Later on, when I came home, I ran outside to see my new gates.  They had been hung.  I could say that.  But they had been hung at different heights and they wouldn’t shut.  Houdini could still escape.  It took a while to work out what had happened.  One of the gates had been hung upside-down and back-to-front.  Like me with my decision to go off-piste with the whole gate-hanging, the carpenter had soldiered on with his mistake, drilling new holes all over the place, ripping off bolts and door handles and repositioning them to try and make it all work.  He was nowhere to be seen and I really, really couldn’t call real maintenance now.

So Iike the carpenter, I ploughed on with my muddle, ringing him to come back and sort it out.  He returned with his tools and I disappeared into the house.  ‘What’s that noise, Mummy?’ Houdini asked me when the sound of breaking wood was so loud we could hear it inside with the door shut.  I couldn’t watch.  My lovely new gates…

I ended up praying about the situation as I listened to the cracking and splintering.  As trivial as it was in the grand scheme of things, the whole thing had left me feeling shabby and a bit desperate.  By this point, I just wanted the gates to work so we could use the garden again.

When the carpenter called me outside, I waded through the ribbons of wood that were strewn around the garden, the result of some serious planing?  Yes, there was the big gouge in my gate where he had taken the plane.  And the holes from moving the bolts and handles.  But at least the gates now shut.

I think we can all agree that I don’t emerge well from this story.  Maybe that was why I kept reflecting on it afterwards.  I’d flouted the rules and potentially put this man’s job in danger. We sometimes think of ‘rules’ as boring but in straying from them on this occasion, I’d acted to the detriment of others.

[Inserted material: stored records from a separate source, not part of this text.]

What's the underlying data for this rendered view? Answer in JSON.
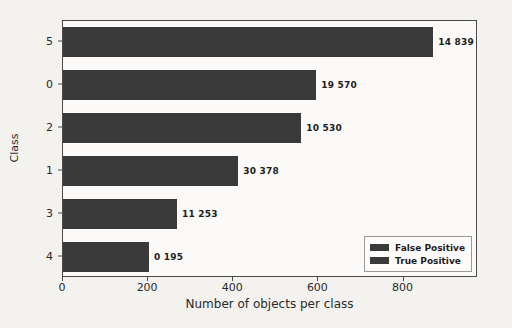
{
  "chart_data": {
    "type": "bar",
    "orientation": "horizontal",
    "title": "",
    "xlabel": "Number of objects per class",
    "ylabel": "Class",
    "categories": [
      "5",
      "0",
      "2",
      "1",
      "3",
      "4"
    ],
    "values": [
      870,
      595,
      560,
      412,
      268,
      202
    ],
    "data_labels": [
      "14 839",
      "19 570",
      "10 530",
      "30 378",
      "11 253",
      "0 195"
    ],
    "xlim": [
      0,
      975
    ],
    "ylim": [
      -0.5,
      5.5
    ],
    "xticks": [
      0,
      200,
      400,
      600,
      800
    ],
    "xticklabels": [
      "0",
      "200",
      "400",
      "600",
      "800"
    ],
    "grid": false,
    "legend": {
      "position": "lower right",
      "entries": [
        {
          "name": "False Positive",
          "color": "#3a3a3a"
        },
        {
          "name": "True Positive",
          "color": "#3a3a3a"
        }
      ]
    },
    "series": [
      {
        "name": "True Positive",
        "color": "#3a3a3a",
        "values": [
          870,
          595,
          560,
          412,
          268,
          202
        ]
      }
    ]
  },
  "colors": {
    "bar": "#3a3a3a",
    "axis": "#4a4a4a",
    "text": "#2a2a2a",
    "background": "#f3f2ef",
    "plot_background": "#fbfaf8"
  }
}
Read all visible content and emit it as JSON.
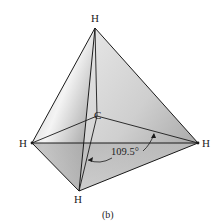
{
  "diagram": {
    "atoms": {
      "top": "H",
      "left": "H",
      "right": "H",
      "bottom": "H",
      "center": "C"
    },
    "angle_label": "109.5°",
    "caption": "(b)",
    "colors": {
      "edge": "#1a1a1a",
      "face_light": "#f2f2f2",
      "face_dark": "#8a8a8a",
      "text": "#222222"
    }
  }
}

As Christians we sometimes think God’s guidelines are boring.  Around this time, I was reminded of Micah 6:8- ‘What does the Lord require of you?  To act justly, to love mercy, and to walk humbly with your God.’ God’s desire for our lives is summarised in this verse. It’s a measure to live by.  It encourages us to treat people well.  And there’s nothing boring about that.

I sometime get myself into situations where I wonder what’s the ‘right’ thing to do.  Even in this story, I spent time wondering whether breaking the rules and paying the carpenter privately might be the ‘right thing’ since he was going to make more money, which he might then send home to his family.  But Micah 6:8 would have got me to the right answer.  Maybe Lady Muck would have kept away if I’d thought about it earlier.

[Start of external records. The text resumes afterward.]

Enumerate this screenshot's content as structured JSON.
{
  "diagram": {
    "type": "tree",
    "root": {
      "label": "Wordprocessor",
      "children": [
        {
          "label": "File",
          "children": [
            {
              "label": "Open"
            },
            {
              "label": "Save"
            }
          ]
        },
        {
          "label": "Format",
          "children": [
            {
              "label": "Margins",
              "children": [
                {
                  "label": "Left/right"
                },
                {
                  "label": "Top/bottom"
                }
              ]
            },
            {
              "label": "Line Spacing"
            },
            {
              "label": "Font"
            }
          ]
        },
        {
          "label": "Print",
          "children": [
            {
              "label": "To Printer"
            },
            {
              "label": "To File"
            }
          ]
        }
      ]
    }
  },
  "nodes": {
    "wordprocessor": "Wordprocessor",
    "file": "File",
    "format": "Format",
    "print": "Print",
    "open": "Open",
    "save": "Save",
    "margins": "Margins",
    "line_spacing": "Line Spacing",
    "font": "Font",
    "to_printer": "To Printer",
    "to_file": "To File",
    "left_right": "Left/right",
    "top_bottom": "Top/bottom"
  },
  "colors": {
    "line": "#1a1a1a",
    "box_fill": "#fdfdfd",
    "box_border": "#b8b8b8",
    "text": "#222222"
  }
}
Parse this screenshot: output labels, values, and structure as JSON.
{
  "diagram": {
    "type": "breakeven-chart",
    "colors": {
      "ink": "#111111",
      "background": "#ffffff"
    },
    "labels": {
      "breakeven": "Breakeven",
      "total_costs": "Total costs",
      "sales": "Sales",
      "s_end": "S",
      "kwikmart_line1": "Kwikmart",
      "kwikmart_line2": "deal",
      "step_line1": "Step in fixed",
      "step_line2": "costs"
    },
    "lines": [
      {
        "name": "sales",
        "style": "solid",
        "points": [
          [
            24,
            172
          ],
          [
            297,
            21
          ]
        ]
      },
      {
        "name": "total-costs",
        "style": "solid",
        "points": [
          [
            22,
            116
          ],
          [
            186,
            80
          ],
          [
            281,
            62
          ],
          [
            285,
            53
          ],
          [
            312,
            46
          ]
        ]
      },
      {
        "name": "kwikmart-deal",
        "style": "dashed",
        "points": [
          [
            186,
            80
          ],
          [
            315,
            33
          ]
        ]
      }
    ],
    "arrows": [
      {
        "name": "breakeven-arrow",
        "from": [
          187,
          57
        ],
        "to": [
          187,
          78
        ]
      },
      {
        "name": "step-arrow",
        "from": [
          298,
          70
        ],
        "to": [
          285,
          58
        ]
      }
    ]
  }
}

Having broken the rules, I felt I couldn’t go back to real maintenance, who were an extension of the rule makers.  It’s easy to feel that way with God when we’ve messed up in some way.  We might even try to hide the mess we have made from him, as I did when I suggested the carpenter returned at dusk.

When we do the wrong thing, we can end up cut off and alone with our mistakes.  The incredible thing about God is that when we stray away from him, he always wants us back.  The perfect picture of this can be found in the story Jesus told about the lost son whose poor decisions and mistakes left him destitute.    “But while he was still a long way off, his father saw him and was filled with compassion for him; he ran to his son, threw his arms around him and kissed him.’ (Luke 15:20).  We don’t have to wait for God to ‘cool’ off or to start to like us again- his welcome home is always immediate.

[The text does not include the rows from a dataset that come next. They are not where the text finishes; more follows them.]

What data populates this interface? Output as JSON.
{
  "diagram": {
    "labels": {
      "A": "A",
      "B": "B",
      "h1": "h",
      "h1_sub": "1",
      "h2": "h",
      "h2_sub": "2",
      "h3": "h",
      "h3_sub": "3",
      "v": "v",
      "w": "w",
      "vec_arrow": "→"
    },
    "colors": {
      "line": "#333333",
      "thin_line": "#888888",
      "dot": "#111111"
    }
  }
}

What of the scars on my gates?  The gouges and holes that were the result of my poor choices?  When we make mistakes in life, people, including ourselves, might get hurt.  I have a tiny scar on my eyebrow from when I opened a cupboard into my head during my wilderness years.  That part of my life is forgiven and healed but I still have a scar from that time.  When God forgives and invites us back, he doesn’t always eradicate what happened as though it never was.  Sometimes we still have to face up to the human consequences.  The good news is we don’t have to do so alone- He helps with even that part, as this song explains so beautifully.